Thursday, 10 January 2013

Crossing the Antartic Circle

In January 1773, the Resolution and Adventure were entering the far Southern latitudes, looking for the landmass that the French navigator Jean-Baptiste Charles Bouvet de Lozier had called Cape Circumcision.  Cook was instructed to find out if this island was part of an undiscovered southern continent.  The landmass had been incorrectly charted and in fact the first landing on the island, now re-christened Bouvet Island, didn't occur until 1822.

'A view of the ice islands, seen the 9th Jan. 1773' After William Hodges 


On Saturday the 9th January 1773, George Forster wrote; 'in the morning, we saw a large island of ice, surrounded with many small broken pieces, and the weather being moderate we brought to, hoisted out the boats, and sent them to take up as much of the small ice as they could.  We piled up the lumps on the quarter-deck, packed them into casks, and after dinner melted them in the coppers, and obtained about thirty days water, in the course of this day, and in the latitude of 61o 36' south…A picturesque view of some large masses of ice, and of our ships and boats employed in watering from small ice, is inserted in Captain Cook's account of this voyage.'

The ships went on to make the first ever crossing of the Antarctic Circle in 1773, after which Cook sailed along the ice for a further two months, looking for a way to sail further south.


__Problem statement__
Among the records below, which lines contain the string "Zoom"? Report them.

(Collected data entries)
--- START ---
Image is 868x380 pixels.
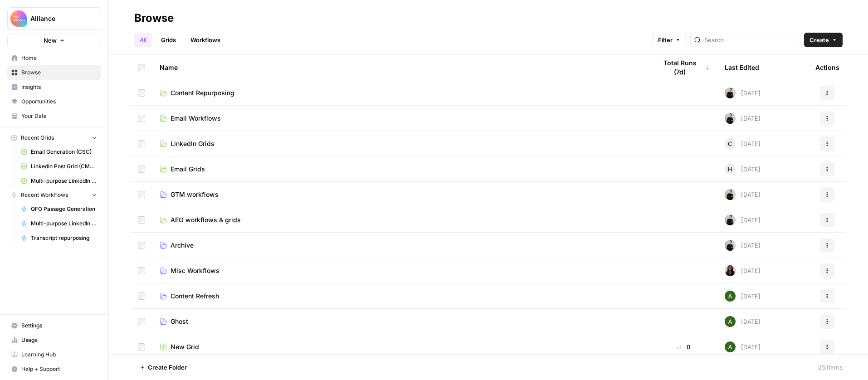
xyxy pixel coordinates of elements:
div: Browse [135,11,174,25]
a: Learning Hub [8,347,101,362]
div: Total Runs (7d) [657,55,710,80]
a: Settings [8,319,101,333]
span: Misc Workflows [171,267,220,275]
a: Content Refresh [160,292,643,300]
span: H [728,165,733,174]
span: GTM workflows [171,190,219,199]
button: Recent Workflows [8,188,101,202]
div: [DATE] [725,341,760,352]
button: New [8,34,101,47]
span: Help + Support [21,365,97,373]
a: Transcript repurposing [17,230,101,245]
div: [DATE] [725,265,760,276]
span: AEO workflows & grids [171,215,241,224]
img: d65nc20463hou62czyfowuui0u3g [725,316,736,327]
img: rzyuksnmva7rad5cmpd7k6b2ndco [725,240,736,251]
span: Multi-purpose LinkedIn Workflow Grid [31,177,97,185]
span: QFO Passage Generation [31,205,97,213]
a: Email Workflows [160,113,643,123]
div: [DATE] [725,138,760,149]
span: Content Repurposing [171,88,235,98]
span: Your Data [21,112,97,120]
span: Learning Hub [21,351,97,359]
span: Recent Grids [21,134,54,142]
span: New [44,36,56,45]
a: Content Repurposing [160,88,643,98]
span: C [728,140,733,148]
a: Multi-purpose LinkedIn Workflow Grid [17,174,101,188]
div: 0 [657,342,710,351]
img: Alliance Logo [10,10,27,27]
div: [DATE] [725,113,760,124]
a: Grids [156,33,182,47]
span: Email Workflows [171,113,221,123]
span: Email Grids [171,165,205,174]
span: Archive [171,240,193,250]
div: 25 Items [818,362,843,372]
img: rzyuksnmva7rad5cmpd7k6b2ndco [725,87,736,98]
a: New Grid [160,342,643,351]
button: Recent Grids [8,131,101,145]
button: Create Folder [135,360,193,374]
a: Home [8,50,101,66]
span: New Grid [171,342,199,351]
div: [DATE] [725,291,760,302]
img: rzyuksnmva7rad5cmpd7k6b2ndco [725,113,736,124]
button: Filter [652,33,686,47]
div: Last Edited [725,55,760,80]
span: Create Folder [148,362,187,372]
a: Email Grids [160,165,643,174]
a: Archive [160,240,643,250]
span: Recent Workflows [21,191,68,199]
a: Workflows [185,33,226,47]
a: Browse [8,66,101,80]
a: Your Data [8,108,101,124]
span: Alliance [30,14,85,23]
span: Transcript repurposing [31,234,97,242]
a: Email Generation (CSC) [17,145,101,159]
span: Multi-purpose LinkedIn Workflow [31,219,97,228]
span: LinkedIn Post Grid (CMOA) [31,162,97,171]
a: All [135,33,152,47]
a: Insights [8,80,101,94]
div: [DATE] [725,240,760,251]
span: Usage [21,336,97,344]
div: Name [160,55,643,80]
img: d65nc20463hou62czyfowuui0u3g [725,291,736,302]
a: LinkedIn Post Grid (CMOA) [17,159,101,174]
span: Settings [21,321,97,330]
a: Usage [8,333,101,347]
img: d65nc20463hou62czyfowuui0u3g [725,341,736,352]
div: [DATE] [725,87,760,98]
a: Multi-purpose LinkedIn Workflow [17,216,101,230]
img: rzyuksnmva7rad5cmpd7k6b2ndco [725,214,736,225]
a: LinkedIn Grids [160,140,643,148]
span: Insights [21,83,97,91]
span: Create [809,35,829,45]
span: Content Refresh [171,292,219,300]
a: GTM workflows [160,190,643,199]
button: Help + Support [8,362,101,377]
input: Search [704,35,797,45]
a: AEO workflows & grids [160,215,643,224]
div: [DATE] [725,214,760,225]
a: QFO Passage Generation [17,202,101,216]
span: Ghost [171,317,188,326]
a: Misc Workflows [160,267,643,275]
div: [DATE] [725,189,760,200]
span: Home [21,54,97,62]
a: Opportunities [8,94,101,108]
div: Actions [815,55,839,80]
div: [DATE] [725,316,760,327]
span: Browse [21,68,97,77]
a: Ghost [160,317,643,326]
span: Opportunities [21,98,97,106]
button: Workspace: Alliance [8,8,101,30]
span: Filter [658,35,673,45]
img: rox323kbkgutb4wcij4krxobkpon [725,265,736,276]
button: Create [804,33,843,47]
img: rzyuksnmva7rad5cmpd7k6b2ndco [725,189,736,200]
span: LinkedIn Grids [171,140,214,148]
span: Email Generation (CSC) [31,148,97,156]
div: [DATE] [725,164,760,175]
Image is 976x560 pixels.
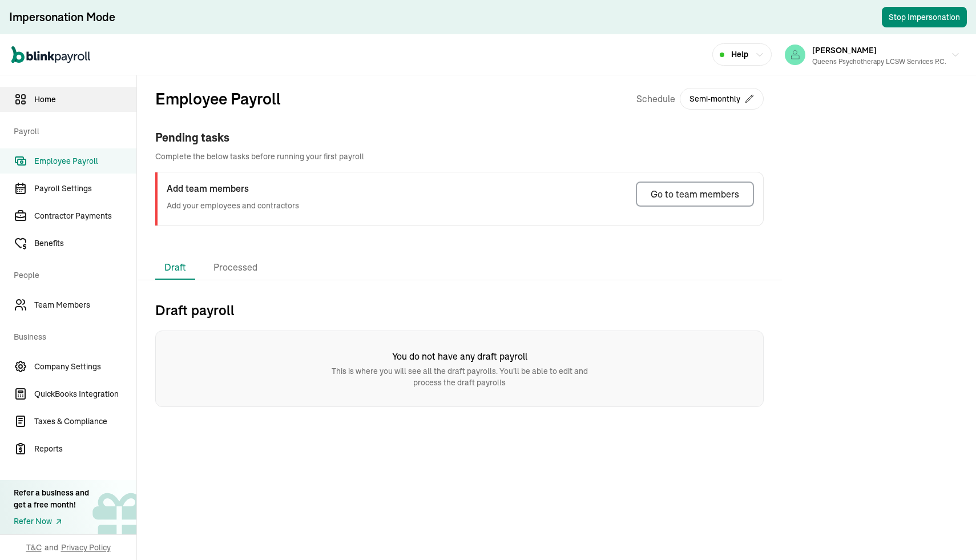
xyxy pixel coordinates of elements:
[14,516,89,527] a: Refer Now
[156,256,195,280] li: Draft
[651,187,739,201] div: Go to team members
[34,183,137,195] span: Payroll Settings
[637,87,764,110] div: Schedule
[156,87,281,110] h2: Employee Payroll
[812,57,946,67] div: Queens Psychotherapy LCSW Services P.C.
[156,129,764,146] div: Pending tasks
[34,443,137,455] span: Reports
[34,210,137,222] span: Contractor Payments
[780,437,976,560] iframe: Chat Widget
[156,301,764,319] h2: Draft payroll
[10,10,116,25] div: Impersonation Mode
[34,361,137,373] span: Company Settings
[34,94,137,105] span: Home
[14,320,130,351] span: Business
[732,49,748,61] span: Help
[34,237,137,250] span: Benefits
[680,88,764,110] button: Semi-monthly
[34,156,137,167] span: Employee Payroll
[34,416,137,428] span: Taxes & Compliance
[780,41,965,69] button: [PERSON_NAME]Queens Psychotherapy LCSW Services P.C.
[11,38,90,71] nav: Global
[882,7,967,28] button: Stop Impersonation
[156,150,764,163] span: Complete the below tasks before running your first payroll
[26,542,42,553] span: T&C
[14,487,89,510] div: Refer a business and get a free month!
[712,43,772,65] button: Help
[14,114,130,146] span: Payroll
[323,350,597,363] h6: You do not have any draft payroll
[323,365,597,388] p: This is where you will see all the draft payrolls. You’ll be able to edit and process the draft p...
[34,388,137,400] span: QuickBooks Integration
[34,299,137,311] span: Team Members
[61,542,110,553] span: Privacy Policy
[167,182,299,195] h3: Add team members
[204,256,266,280] li: Processed
[636,182,754,207] button: Go to team members
[812,45,877,56] span: [PERSON_NAME]
[167,200,299,211] p: Add your employees and contractors
[14,258,130,290] span: People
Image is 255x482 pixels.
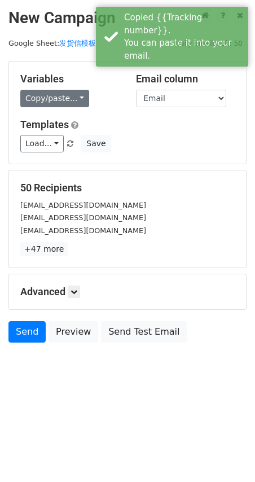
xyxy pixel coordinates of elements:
[8,8,247,28] h2: New Campaign
[81,135,111,152] button: Save
[20,286,235,298] h5: Advanced
[199,428,255,482] iframe: Chat Widget
[20,182,235,194] h5: 50 Recipients
[20,90,89,107] a: Copy/paste...
[101,321,187,343] a: Send Test Email
[20,213,146,222] small: [EMAIL_ADDRESS][DOMAIN_NAME]
[20,135,64,152] a: Load...
[136,73,235,85] h5: Email column
[8,321,46,343] a: Send
[20,226,146,235] small: [EMAIL_ADDRESS][DOMAIN_NAME]
[20,201,146,209] small: [EMAIL_ADDRESS][DOMAIN_NAME]
[199,428,255,482] div: 聊天小组件
[8,39,96,47] small: Google Sheet:
[59,39,96,47] a: 发货信模板
[49,321,98,343] a: Preview
[20,119,69,130] a: Templates
[20,242,68,256] a: +47 more
[20,73,119,85] h5: Variables
[124,11,244,62] div: Copied {{Tracking number}}. You can paste it into your email.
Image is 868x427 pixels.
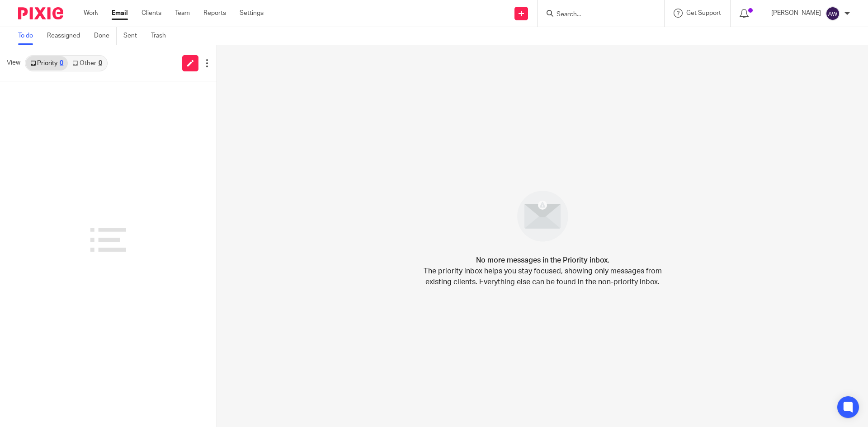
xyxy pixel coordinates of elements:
[141,8,161,18] a: Clients
[203,8,226,18] a: Reports
[47,27,87,45] a: Reassigned
[771,8,821,18] p: [PERSON_NAME]
[18,27,40,45] a: To do
[59,60,64,66] div: 0
[423,266,662,287] p: The priority inbox helps you stay focused, showing only messages from existing clients. Everythin...
[18,8,64,19] img: Pixie
[476,255,610,266] h4: No more messages in the Priority inbox.
[99,60,102,66] div: 0
[112,8,128,18] a: Email
[26,56,68,70] a: Priority0
[68,56,106,70] a: Other0
[825,7,840,21] img: svg%3E
[175,8,190,18] a: Team
[84,8,98,18] a: Work
[124,27,144,45] a: Sent
[7,58,20,68] span: View
[511,185,574,247] img: image
[240,8,263,18] a: Settings
[687,10,721,16] span: Get Support
[555,11,637,19] input: Search
[94,27,116,45] a: Done
[151,27,173,45] a: Trash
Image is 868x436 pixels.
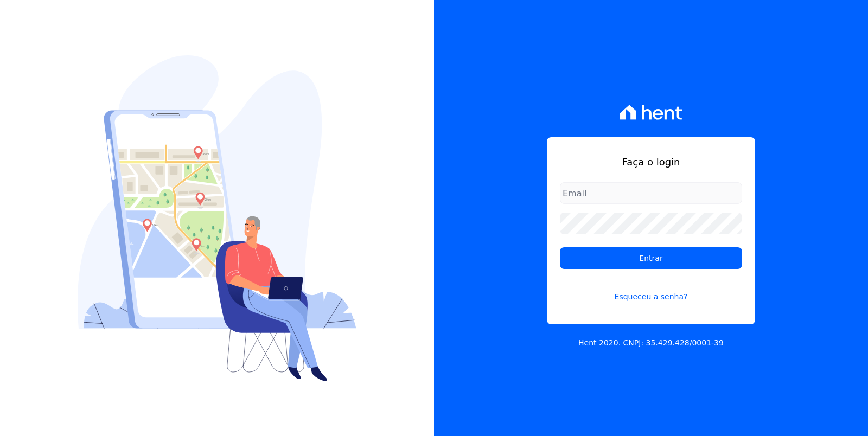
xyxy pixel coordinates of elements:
input: Email [560,183,742,205]
img: Login [78,55,356,381]
input: Entrar [560,247,742,269]
h1: Faça o login [560,155,742,170]
a: Esqueceu a senha? [560,278,742,303]
p: Hent 2020. CNPJ: 35.429.428/0001-39 [579,337,724,349]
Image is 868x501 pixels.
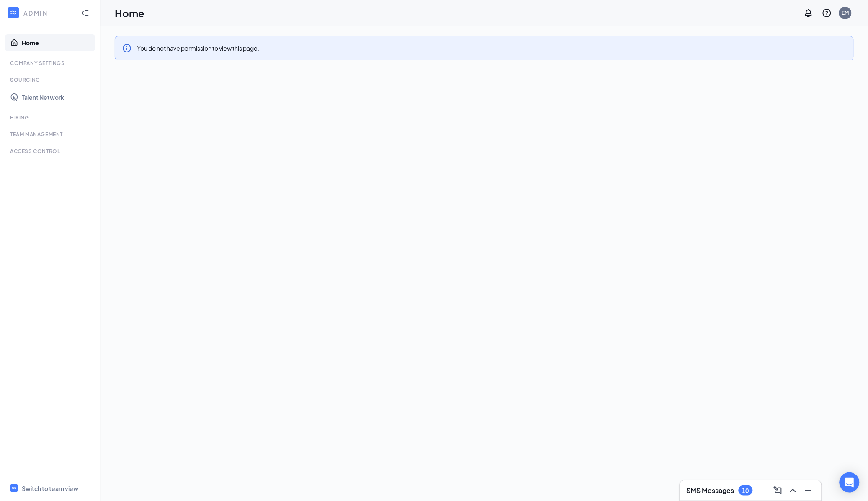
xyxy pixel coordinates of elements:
[10,60,92,66] div: Company Settings
[802,484,814,497] button: Minimize
[840,472,860,492] div: Open Intercom Messenger
[22,34,93,51] a: Home
[786,484,800,497] button: ChevronUp
[804,8,814,18] svg: Notifications
[22,89,93,105] a: Talent Network
[11,486,16,491] svg: WorkstreamLogo
[10,131,92,138] div: Team Management
[10,114,92,121] div: Hiring
[10,147,92,154] div: Access control
[773,486,783,496] svg: ComposeMessage
[22,484,78,492] div: Switch to team view
[771,484,785,497] button: ComposeMessage
[803,486,814,496] svg: Minimize
[9,8,17,16] svg: WorkstreamLogo
[842,9,849,16] div: EM
[114,5,144,20] h1: Home
[24,9,73,17] div: ADMIN
[81,9,89,17] svg: Collapse
[122,44,132,54] svg: Info
[137,44,259,53] div: You do not have permission to view this page.
[742,486,749,494] div: 10
[10,76,92,84] div: Sourcing
[822,8,832,18] svg: QuestionInfo
[788,486,798,496] svg: ChevronUp
[687,486,735,495] h3: SMS Messages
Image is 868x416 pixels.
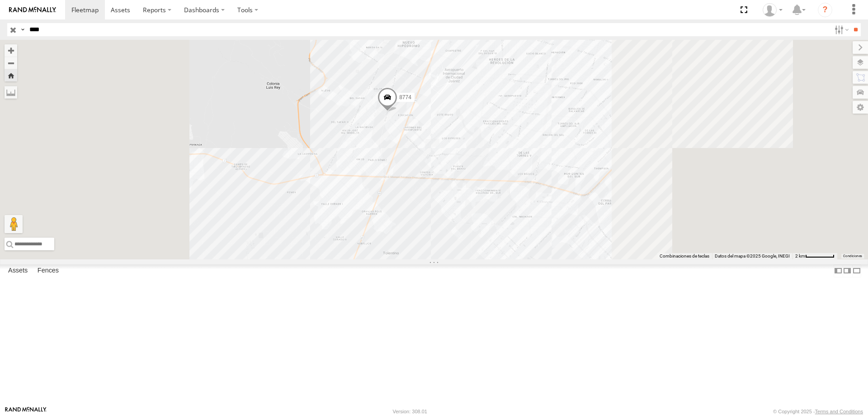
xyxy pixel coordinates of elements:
[4,57,17,70] button: Zoom out
[399,94,411,100] span: 8774
[796,253,805,258] span: 2 km
[4,215,23,233] button: Arrastra el hombrecito naranja al mapa para abrir Street View
[4,70,17,82] button: Zoom Home
[5,407,47,416] a: Visit our Website
[818,3,832,17] i: ?
[773,409,863,414] div: © Copyright 2025 -
[19,23,27,36] label: Search Query
[715,253,790,258] span: Datos del mapa ©2025 Google, INEGI
[4,44,17,57] button: Zoom in
[843,264,852,278] label: Dock Summary Table to the Right
[4,86,17,99] label: Measure
[9,6,56,13] img: rand-logo.svg
[659,253,710,259] button: Combinaciones de teclas
[393,409,427,414] div: Version: 308.01
[33,264,63,277] label: Fences
[760,3,786,16] div: MANUEL HERNANDEZ
[793,253,837,259] button: Escala del mapa: 2 km por 61 píxeles
[815,409,863,414] a: Terms and Conditions
[4,264,32,277] label: Assets
[852,264,862,278] label: Hide Summary Table
[834,264,843,278] label: Dock Summary Table to the Left
[843,254,862,258] a: Condiciones (se abre en una nueva pestaña)
[853,101,868,113] label: Map Settings
[831,23,850,36] label: Search Filter Options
--- END ---
__Output for this exercise__
[4,57,17,70] button: Zoom out
[4,70,17,82] button: Zoom Home
[4,44,17,57] button: Zoom in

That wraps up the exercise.